The Vancouver Symphony concert this weekend at Skyview Concert Hall will feature impressionistic, programmatic music by Claude Debussy, Maurice Ravel, John Corigliano, Ralph Vaughn Williams, and Ottorino Respighi. Under guest conductor Sarah Ioannides, the orchestra will suggest sounds that might remind you of scenes from nature, cities, exotic cultures, and even ancient Rome.

The concert marks a return engagement for Ioannides, who is in her tenth year as the Music Director of Symphony Tacoma. Ioannides made a terrific impression in her last appearance with the orchestra in January of 2021, even though she had to conduct with a mask because of the pandemic. This time around, she will be freed up to convey a fuller range of emotion.

“I love the impressionist and post-impressionist period of music,” said Ioannides via phone. “This concert will feature rich and lush pieces that resonate well with audiences. Corigliano is one of the great American composers, and his Red Violin Chaconne is based on seven different chords.
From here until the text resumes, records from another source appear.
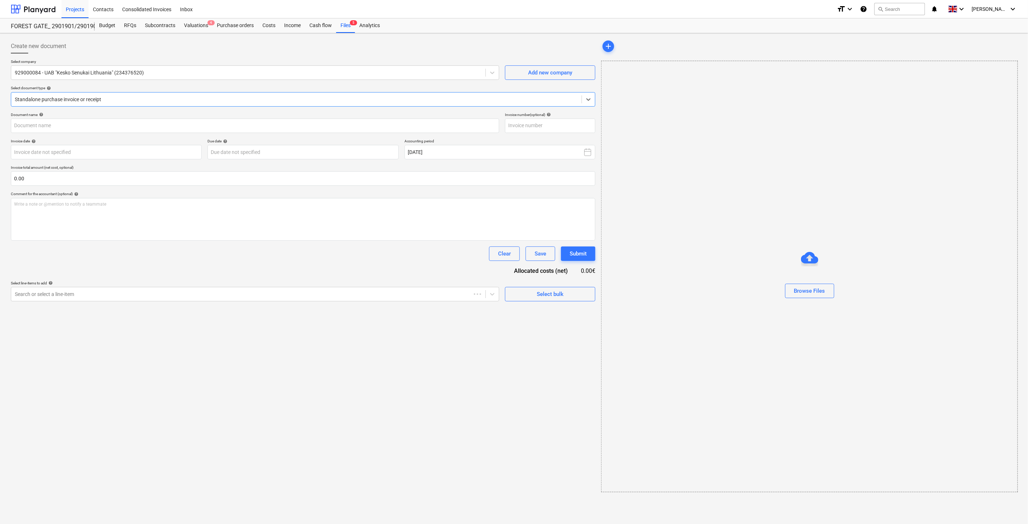 This screenshot has height=524, width=1028. What do you see at coordinates (504, 254) in the screenshot?
I see `div: Clear` at bounding box center [504, 254].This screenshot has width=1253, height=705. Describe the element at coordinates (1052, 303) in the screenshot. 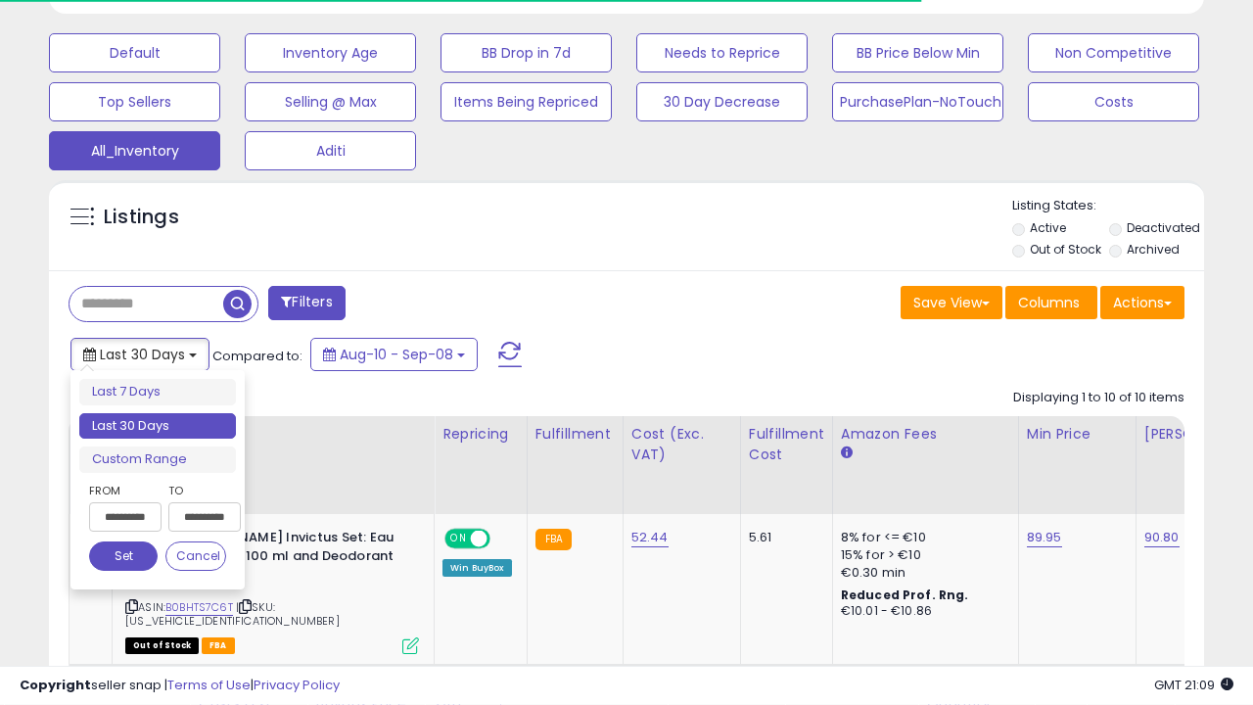

I see `button: Columns` at that location.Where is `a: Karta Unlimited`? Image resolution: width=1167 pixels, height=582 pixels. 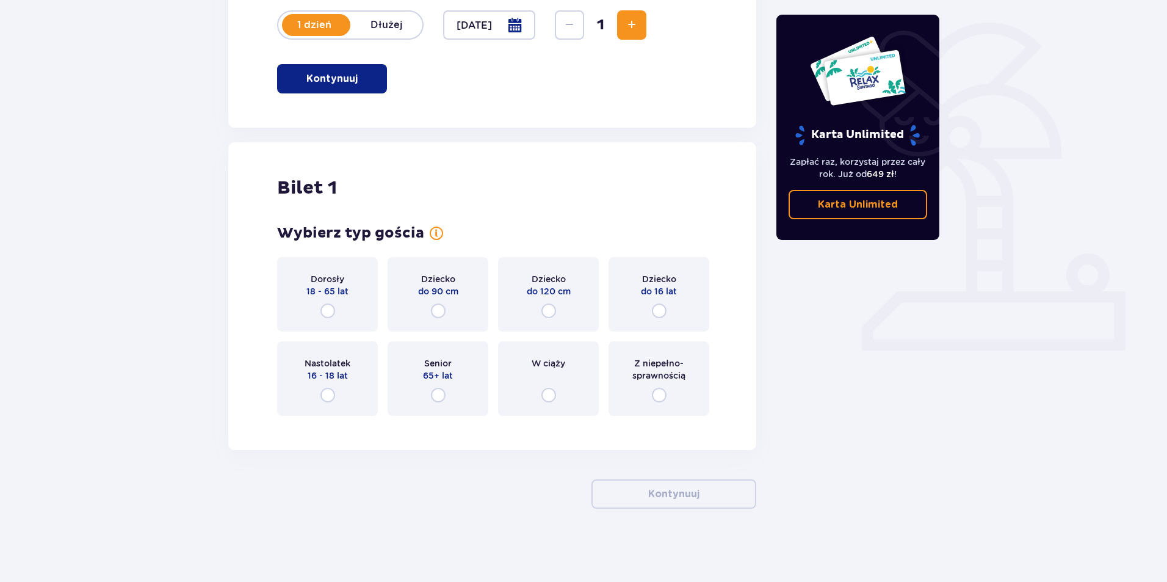 a: Karta Unlimited is located at coordinates (858, 204).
People can follow the seven-chord line through the piece.”

One of the finest programmatic works ever written is Respighi’s Pines of Rome, a tone poem with four movements portraying settings in the city with pine trees.

“You will hear children playing under the pine trees in the Villa Borghese gardens in the first movement,” said Ioannides. “The second presents shadows of the pines by the catacombs. It is hymnlike and mysterious. The third offers a nighttime scene of the pines of the Janiculum hill, and it has a recording of bird sounds. In the fourth movement the dawn comes back, and we are at the Appian Way with a distance army marching toward us as the sun comes up – leaving all the death and the misery behind – glory has come to the new capital.”
 
Since the concert is loaded with impressionistic gems, the music will encourage audience members to close their eyes and use their imaginations. That might cause some people to reach into their purses for bug spray when they hear The Wasps, but who can blame them.